Specifically, CHART would provide upfront funding to up to fifteen lead organizations that would bring together local parties – state Medicaid agencies and commercial payers, local hospitals, clinics, and other providers. These organizations would be eligible to receive upfront infrastructure investments, in grants of up to $5 million each for a total rural investment of $75 million, with which to organize the healthcare delivery system that works best for them. That may include explore transitioning to a “hub and spoke” model, in which one relatively large hospital serves as a kind of command and control center for smaller, more limited provider types.  It may involve reducing services for some hospitals and adding more for others, like maternity and home health.  It allows communities to think about what might work best for them.

It also requires rural hospitals to move to a stable, predictable, value-based payment and away from the current erratic, volume-based system that often doesn’t work for rural providers with low patient volume. It represents the first steps in a radical rethinking of how we pay for care in rural communities.  Contrary to the stale approach that has prevailed for so long, simply throwing more money at the problem is not enough. In some cases, funding increases may indeed be necessary, but how we pay is just as important as how much we pay.  All reimbursement systems should be structured to create incentives to produce better outcomes for patients.

Finally, we have paired these payment reforms with unprecedented regulatory flexibilities and program waivers for which rural providers have been asking for years. Specifically, the model waives certain conditions of participation in our programs, allowing hospitals to reduce unnecessary overhead costs while maintaining their status as hospitals or critical-access hospitals. Organizations can also employ value-based incentives such as reducing or waiving Part B co-insurance amounts to promote high-value preventive care.

In sum, the model’s seed funding, combined with the regulatory flexibilities and technical support will give rural providers what they have never had enough of before: breathing room to provide high-quality care to rural patients. In the months and years to come, CHART promises finally to deliver the wholesale transformation rural healthcare has needed for so long. If these local ventures fulfill their potential, they may serve as models for rural areas throughout the country.

Too often, policymakers have placated rural Americans with token solutions that fail to advance the systemic, fundamental transformation necessary to tackle these pervasive problems. Under our watch, that wildly insufficient approach has gone by the wayside. I am incredibly grateful to and proud of the CMS team that has spearheaded these reforms.

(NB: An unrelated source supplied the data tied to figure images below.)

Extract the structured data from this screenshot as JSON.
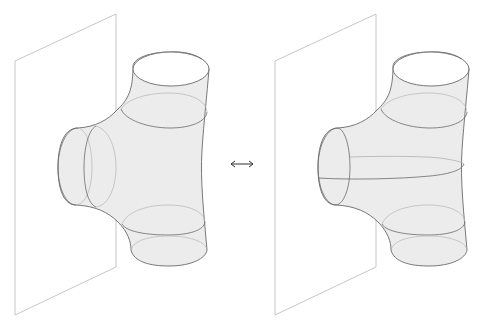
{
  "figure": {
    "panels": [
      {
        "id": "left",
        "plane": {
          "points": "15,61 116,14 116,267 15,315"
        },
        "offset_x": 0,
        "features": [
          "two vertical rings on side branch",
          "top ring",
          "bottom ring"
        ]
      },
      {
        "id": "right",
        "plane": {
          "points": "35,61 136,14 136,267 35,315"
        },
        "offset_x": 240,
        "features": [
          "horizontal seam along side branch",
          "top ring",
          "bottom ring"
        ]
      }
    ],
    "relation_symbol": "⟷",
    "colors": {
      "surface_fill": "#ececec",
      "outline": "#6a6a6a",
      "plane_stroke": "#b8b8b8",
      "background": "#ffffff"
    }
  }
}
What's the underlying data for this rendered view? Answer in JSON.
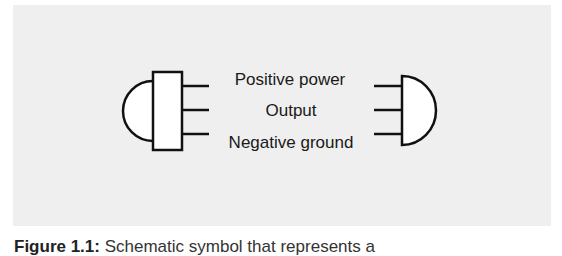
{
  "diagram": {
    "labels": {
      "positive": "Positive power",
      "output": "Output",
      "negative": "Negative ground"
    },
    "colors": {
      "panel_background": "#efefef",
      "stroke": "#111111",
      "fill": "#ffffff",
      "text": "#1a1a1a"
    }
  },
  "caption": {
    "figure_label": "Figure 1.1:",
    "text": "Schematic symbol that represents a"
  }
}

We have gone beyond merely tinkering around the edges of policy in favor of lasting, transformative change.  We have disrupted the status quo for sake of the American patient and thought big and acted boldly on issue after issue. Rural Americans are already experiencing the improvements brought by our reforms, but their beneficial effects will be felt in rural areas for years to come. Thank you.

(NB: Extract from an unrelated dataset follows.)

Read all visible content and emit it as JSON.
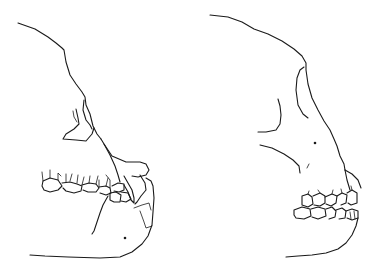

Final Recommendation Statement: Screening for High Blood Pressure in Children and Adolescents

The U.S. Preventive Services Task Force (USPSTF) has released a final recommendation statement on screening for high blood pressure in children and adolescents. The Task Force concluded that more research is needed to make a recommendation for or against screening. To view the recommendation, the evidence on which it is based, and a summary for clinicians, please click here. The final recommendation statement can also be found in the Nov. 10, 2020 online issue of JAMA.

Parent Handouts on COVID-19 and Oral Health

The National Maternal and Child Oral Health Resource Center (OHRC) released two new resources for parents of young children from the Office of Head Start’s National Center on Early Childhood Health and Wellness (NCECHW). The handouts provide clear messages with photos about healthy eating and oral hygiene practices at home and about changes to dental offices to promote the safety of staff and patients during COVID-19. The colorful handouts are available in English and Spanish.